Sausages = Go well with Sauerkraut

Sauerkraut = Fermented Cabbage

Kimchi = Fermented Cabbage

Therefore,

Sausages = Go well with Kimchi

People are jealous of my powers of logic. Let’s try that again.

Great Tea = Tea Leaves in Hot Water

Tea Leaves = Cured Leaves

Cigar = Cured Leaves

Great Tea = Cigar in Hot Water

Genious.

This came from a surprise visit from my girlfriend when I was planning to have a simple sausage and crusty bread dinner. In order to please her, I made it a little fusion. She loves good sausages, but she doesn’t like them with simple bread and mustard like I do.

These were sausages I got from the prepped meat section of E-Mart. It’s the closest thing to a deli case, next to the weird side dishes case. This case specializes in flavors of dunkass (breaded pork cutlets) and store made sausages. I normally avoided the sausages because many I’ve had in Korea so far have tasted a little off, as in they used too many fillers. Besides, some of those sausages they had in the display case were green. A cute young lady in a short skirt and what I call Clydesdale leggings was trying to get people to try some sausages she had frying in a pan. This is the strange uniform E-Mart and similar stores have for their aisle girls. They hire these somewhat attractive young girls to dress up as little Sailor Moons to stock the shelves and aggressively hawk their wares.

In the wake of my euphoria in buying the baby crabs and oysters from before, I tried one of the sausages. It tasted good. I bought the 10,000 won ($10) variety pack she was pushing, which included flavors such as bulgogi.

I first boiled the sausages in water topped with some leftover flat beer. There is always a use for old beer and wine. Don’t throw them away.

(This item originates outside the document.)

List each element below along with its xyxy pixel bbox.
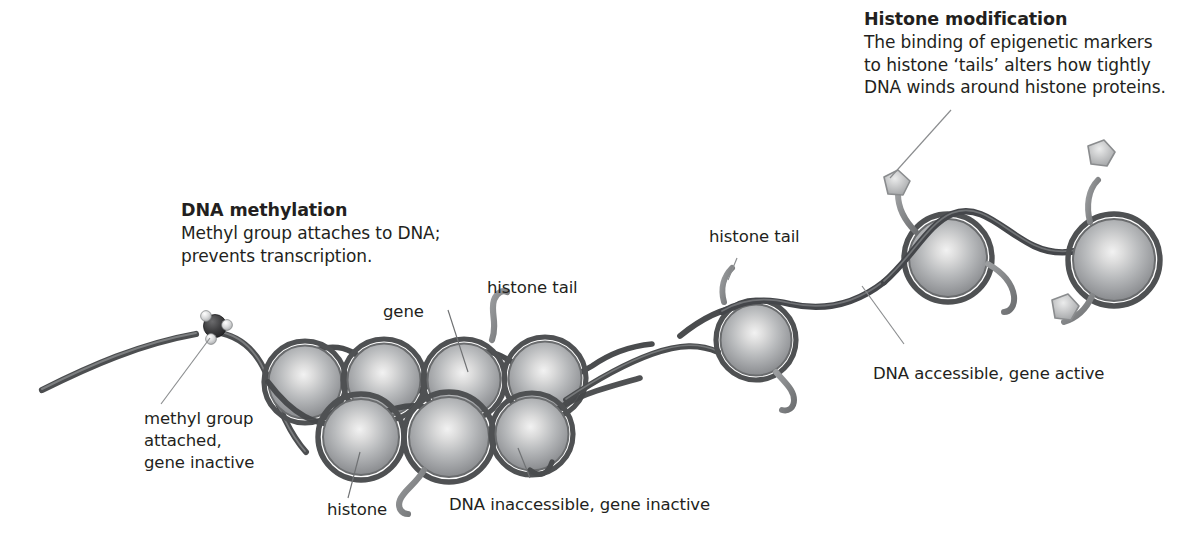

When they were ready, I added them to a pan that already had some chopped onions frying. After browning the sausage, I threw in some chopped kimchi for a quick go. Cooked kimchi takes on different properties, just as cooked onions take on different properties.

The result was not too bad. Eun Jeong loved it. She ate hers with rice while I ate mine with bread. We would have eaten all of it if I hadn’t overestimated how many sausages we could eat in one sitting.